--- Stored data ---
::::::::
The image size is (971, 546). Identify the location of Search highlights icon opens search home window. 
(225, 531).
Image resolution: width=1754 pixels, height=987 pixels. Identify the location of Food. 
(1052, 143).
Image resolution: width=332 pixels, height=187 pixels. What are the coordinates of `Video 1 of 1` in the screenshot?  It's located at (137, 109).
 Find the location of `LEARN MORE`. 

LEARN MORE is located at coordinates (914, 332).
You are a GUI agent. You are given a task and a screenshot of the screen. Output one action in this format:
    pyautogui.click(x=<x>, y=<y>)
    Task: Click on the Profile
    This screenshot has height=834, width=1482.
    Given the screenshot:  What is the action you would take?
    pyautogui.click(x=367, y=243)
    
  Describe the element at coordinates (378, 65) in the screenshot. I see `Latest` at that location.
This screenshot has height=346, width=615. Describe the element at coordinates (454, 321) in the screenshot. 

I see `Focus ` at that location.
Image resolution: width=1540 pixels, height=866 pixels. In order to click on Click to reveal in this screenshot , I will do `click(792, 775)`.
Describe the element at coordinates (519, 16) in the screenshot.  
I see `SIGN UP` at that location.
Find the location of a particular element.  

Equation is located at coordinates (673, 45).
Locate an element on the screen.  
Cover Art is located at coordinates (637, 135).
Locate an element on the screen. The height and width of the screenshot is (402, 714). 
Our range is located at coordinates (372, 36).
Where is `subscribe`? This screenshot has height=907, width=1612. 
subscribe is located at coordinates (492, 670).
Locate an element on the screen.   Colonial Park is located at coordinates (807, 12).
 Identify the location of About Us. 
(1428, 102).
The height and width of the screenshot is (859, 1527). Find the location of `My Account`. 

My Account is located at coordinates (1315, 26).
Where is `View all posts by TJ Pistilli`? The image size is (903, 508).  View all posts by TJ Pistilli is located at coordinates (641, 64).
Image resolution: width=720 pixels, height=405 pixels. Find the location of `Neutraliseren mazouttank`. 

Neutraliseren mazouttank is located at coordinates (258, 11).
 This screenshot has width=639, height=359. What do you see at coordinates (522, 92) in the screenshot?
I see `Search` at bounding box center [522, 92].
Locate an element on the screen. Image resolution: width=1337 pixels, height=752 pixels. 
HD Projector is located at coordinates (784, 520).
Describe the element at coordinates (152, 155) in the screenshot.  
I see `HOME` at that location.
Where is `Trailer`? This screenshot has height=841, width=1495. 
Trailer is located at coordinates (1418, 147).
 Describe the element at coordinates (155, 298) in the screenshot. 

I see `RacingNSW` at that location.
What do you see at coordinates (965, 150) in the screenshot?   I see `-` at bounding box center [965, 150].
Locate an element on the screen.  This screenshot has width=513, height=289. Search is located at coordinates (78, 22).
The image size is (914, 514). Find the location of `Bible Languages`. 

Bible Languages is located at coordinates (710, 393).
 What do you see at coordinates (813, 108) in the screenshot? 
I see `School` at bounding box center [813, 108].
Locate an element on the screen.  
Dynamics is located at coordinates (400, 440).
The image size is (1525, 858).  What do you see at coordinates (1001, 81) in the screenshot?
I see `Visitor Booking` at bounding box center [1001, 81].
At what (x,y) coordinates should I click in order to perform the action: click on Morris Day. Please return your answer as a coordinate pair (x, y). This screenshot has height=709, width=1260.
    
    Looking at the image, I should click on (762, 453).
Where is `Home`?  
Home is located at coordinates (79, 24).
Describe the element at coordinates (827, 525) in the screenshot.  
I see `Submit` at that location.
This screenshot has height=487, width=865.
::::::::
--- Problem description ---
I need each of the entries above printed again exactly.

--- Written response ---
The image size is (971, 546). Identify the location of Search highlights icon opens search home window. 
(225, 531).
Image resolution: width=1754 pixels, height=987 pixels. Identify the location of Food. 
(1052, 143).
Image resolution: width=332 pixels, height=187 pixels. What are the coordinates of `Video 1 of 1` in the screenshot?  It's located at (137, 109).
 Find the location of `LEARN MORE`. 

LEARN MORE is located at coordinates (914, 332).
You are a GUI agent. You are given a task and a screenshot of the screen. Output one action in this format:
    pyautogui.click(x=<x>, y=<y>)
    Task: Click on the Profile
    This screenshot has height=834, width=1482.
    Given the screenshot:  What is the action you would take?
    pyautogui.click(x=367, y=243)
    
  Describe the element at coordinates (378, 65) in the screenshot. I see `Latest` at that location.
This screenshot has height=346, width=615. Describe the element at coordinates (454, 321) in the screenshot. 

I see `Focus ` at that location.
Image resolution: width=1540 pixels, height=866 pixels. In order to click on Click to reveal in this screenshot , I will do `click(792, 775)`.
Describe the element at coordinates (519, 16) in the screenshot.  
I see `SIGN UP` at that location.
Find the location of a particular element.  

Equation is located at coordinates (673, 45).
Locate an element on the screen.  
Cover Art is located at coordinates (637, 135).
Locate an element on the screen. The height and width of the screenshot is (402, 714). 
Our range is located at coordinates (372, 36).
Where is `subscribe`? This screenshot has height=907, width=1612. 
subscribe is located at coordinates (492, 670).
Locate an element on the screen.   Colonial Park is located at coordinates (807, 12).
 Identify the location of About Us. 
(1428, 102).
The height and width of the screenshot is (859, 1527). Find the location of `My Account`. 

My Account is located at coordinates (1315, 26).
Where is `View all posts by TJ Pistilli`? The image size is (903, 508).  View all posts by TJ Pistilli is located at coordinates (641, 64).
Image resolution: width=720 pixels, height=405 pixels. Find the location of `Neutraliseren mazouttank`. 

Neutraliseren mazouttank is located at coordinates (258, 11).
 This screenshot has width=639, height=359. What do you see at coordinates (522, 92) in the screenshot?
I see `Search` at bounding box center [522, 92].
Locate an element on the screen. Image resolution: width=1337 pixels, height=752 pixels. 
HD Projector is located at coordinates (784, 520).
Describe the element at coordinates (152, 155) in the screenshot.  
I see `HOME` at that location.
Where is `Trailer`? This screenshot has height=841, width=1495. 
Trailer is located at coordinates (1418, 147).
 Describe the element at coordinates (155, 298) in the screenshot. 

I see `RacingNSW` at that location.
What do you see at coordinates (965, 150) in the screenshot?   I see `-` at bounding box center [965, 150].
Locate an element on the screen.  This screenshot has width=513, height=289. Search is located at coordinates (78, 22).
The image size is (914, 514). Find the location of `Bible Languages`. 

Bible Languages is located at coordinates (710, 393).
 What do you see at coordinates (813, 108) in the screenshot? 
I see `School` at bounding box center [813, 108].
Locate an element on the screen.  
Dynamics is located at coordinates (400, 440).
The image size is (1525, 858).  What do you see at coordinates (1001, 81) in the screenshot?
I see `Visitor Booking` at bounding box center [1001, 81].
At what (x,y) coordinates should I click in order to perform the action: click on Morris Day. Please return your answer as a coordinate pair (x, y). This screenshot has height=709, width=1260.
    
    Looking at the image, I should click on (762, 453).
Where is `Home`?  
Home is located at coordinates (79, 24).
Describe the element at coordinates (827, 525) in the screenshot.  
I see `Submit` at that location.
This screenshot has height=487, width=865.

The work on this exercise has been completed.